Dear Queenie,
My wife and I have been living together for about a year and got married a couple of months ago. I pay half of all the bills and buy the groceries, I help with the cooking and cleaning, take care of the yard and do repairs around the house.
I like things neat and clean, but my wife is such a slob. When she makes a snack in the kitchen she leaves a mess on the counter and in the sink. She never picks up the things she drops around the house, so I end up doing it for her.
Queenie, how do I get her to clean up her act?—Neat-freak husband
Dear Husband,
How is it you did not notice these things about your wife when you were living together before you got married?
If you talk this over with your wife you may be able to get her to pick up after herself – if not to be as neat as you would like, at least to be less sloppy. And, if you can afford it, it might help to hire a part-time, or even a full-time, housekeeper.
Dear Queenie,
My daughter and son-in-law got divorced recently and I just found out that a few months ago when she found out she was pregnant with their second child my daughter found a way to end the pregnancy because she knew they wouldn’t be together much longer.
I am totally against abortion because it is against my religion.
Queenie, how do I get over this and forgive my daughter?—Mourning my lost grandchild
Dear Mourning,
I understand why your daughter did not tell you all this, knowing how you feel about such things, and I am wondering how you found out, but that is beside the point.
Whatever your beliefs are, you have to accept the fact that others, even your own children, may not share them, and you have to accept their right to their own beliefs just as they have to accept your right to yours.
Try to concentrate on the grandchild you have in this time that must be very difficult for him or her, not on the one that “might have been.”
Dear Queenie,
My brother divorced his wife after more than 30 years married and got together with a foreign woman who is younger than his own daughters.
I’m planning a barbeque party for my birthday and I want to invite the whole family, including his ex-wife and their grown-up children who I’m still very close to, but my brother will want to bring his new girlfriend who the whole family disapproves of.
Queenie, what should I do?—Can’t decide
Dear Can’t decide,
I suspect you will be stuck with your brother’s new girlfriend, so let everyone else you invite know what to expect. Especially warn your ex-sister-in-law, explaining that you will understand if she chooses not to attend, but that you hope she will be there too.
Dear Queenie,
The other day when my son and I were coming out of the supermarket a couple of young punks accosted us in the parking lot and demanded that I hand over my wallet. Then they grabbed it and ran.
Afterward my son asked me why I just gave in and didn’t try to resist them. He made me feel like I had let him down.
Queenie, how do I make this to up him and get over it myself?—Robbed
Dear Robbed,
If you and your son have a karate black belt, perhaps you could have resisted the robbers without getting hurt – or they might have pulled some sort of weapon on you and one or both of you might have ended up in the hospital as well as being robbed. Professional law enforcement officials advise not resisting in such cases so as to avoid being physically harmed.
Consider yourself lucky – all you lost was money and whatever else was in your wallet, but otherwise you both came out of the encounter unharmed.
Dear Queenie,
Whenever my family get together at my house I always ask the ones who smoke to do it outside.
However, my grandmother is in her late 80s and she is one of the smokers and I would never ask someone so old to go outside if the weather is not so nice. Besides, I think someone her age deserves a little extra courtesy. But the other smokers say if she can smoke inside, they should also be allowed to do so.
Queenie, what do you say?—Non-smoker
Dear Non-smoker,
As a non-smoker myself, I say you have a perfectly reasonable right to want to keep your home smoke-free – including your grandmother’s smoke.
Perhaps everyone, including yourself, would feel better about all this if you set up a special sheltered place outside with a comfortable chair and an awning to keep off bad weather, just for Grandma to use when she wants to smoke. If necessary, put a little sign on the chair saying it is reserved for Grandma.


§ TASK DESCRIPTION: Your copy of the data should match it exactly, leaving out only the pictures.

§ THE RECORDS:

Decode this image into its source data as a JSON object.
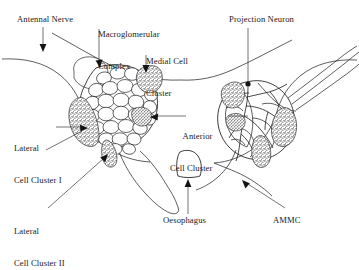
{
  "figure": {
    "background_color": "#ffffff",
    "ink_color": "#1a1a1a",
    "width": 359,
    "height": 242
  },
  "labels": {
    "antennal_nerve": "Antennal Nerve",
    "macroglomerular_complex_line1": "Macroglomerular",
    "macroglomerular_complex_line2": "Complex",
    "medial_cell_cluster_line1": "Medial Cell",
    "medial_cell_cluster_line2": "Cluster",
    "projection_neuron": "Projection Neuron",
    "anterior_cell_cluster_line1": "Anterior",
    "anterior_cell_cluster_line2": "Cell Cluster",
    "lateral_cell_cluster_i_line1": "Lateral",
    "lateral_cell_cluster_i_line2": "Cell Cluster I",
    "lateral_cell_cluster_ii_line1": "Lateral",
    "lateral_cell_cluster_ii_line2": "Cell Cluster II",
    "oesophagus": "Oesophagus",
    "ammc": "AMMC"
  },
  "structures": [
    {
      "name": "left-antennal-lobe",
      "description": "glomerular neuropil, left hemisphere"
    },
    {
      "name": "right-antennal-lobe",
      "description": "projection neuron arborisation, right hemisphere"
    },
    {
      "name": "oesophagus-foramen",
      "description": "median rounded opening"
    },
    {
      "name": "macroglomerular-complex",
      "description": "enlarged anterior glomerulus"
    },
    {
      "name": "medial-cell-cluster",
      "description": "stippled somata cluster, medial"
    },
    {
      "name": "lateral-cell-cluster-i",
      "description": "stippled somata cluster, lateral upper"
    },
    {
      "name": "lateral-cell-cluster-ii",
      "description": "stippled somata cluster, lateral lower"
    },
    {
      "name": "anterior-cell-cluster",
      "description": "stippled somata cluster, anterior"
    },
    {
      "name": "ammc",
      "description": "antennal mechanosensory and motor centre"
    }
  ]
}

§ SOLUTION BELOW:
Decode this image into its source data as a JSON object.
{
  "figure": {
    "background_color": "#ffffff",
    "ink_color": "#1a1a1a",
    "width": 359,
    "height": 242
  },
  "labels": {
    "antennal_nerve": "Antennal Nerve",
    "macroglomerular_complex_line1": "Macroglomerular",
    "macroglomerular_complex_line2": "Complex",
    "medial_cell_cluster_line1": "Medial Cell",
    "medial_cell_cluster_line2": "Cluster",
    "projection_neuron": "Projection Neuron",
    "anterior_cell_cluster_line1": "Anterior",
    "anterior_cell_cluster_line2": "Cell Cluster",
    "lateral_cell_cluster_i_line1": "Lateral",
    "lateral_cell_cluster_i_line2": "Cell Cluster I",
    "lateral_cell_cluster_ii_line1": "Lateral",
    "lateral_cell_cluster_ii_line2": "Cell Cluster II",
    "oesophagus": "Oesophagus",
    "ammc": "AMMC"
  },
  "structures": [
    {
      "name": "left-antennal-lobe",
      "description": "glomerular neuropil, left hemisphere"
    },
    {
      "name": "right-antennal-lobe",
      "description": "projection neuron arborisation, right hemisphere"
    },
    {
      "name": "oesophagus-foramen",
      "description": "median rounded opening"
    },
    {
      "name": "macroglomerular-complex",
      "description": "enlarged anterior glomerulus"
    },
    {
      "name": "medial-cell-cluster",
      "description": "stippled somata cluster, medial"
    },
    {
      "name": "lateral-cell-cluster-i",
      "description": "stippled somata cluster, lateral upper"
    },
    {
      "name": "lateral-cell-cluster-ii",
      "description": "stippled somata cluster, lateral lower"
    },
    {
      "name": "anterior-cell-cluster",
      "description": "stippled somata cluster, anterior"
    },
    {
      "name": "ammc",
      "description": "antennal mechanosensory and motor centre"
    }
  ]
}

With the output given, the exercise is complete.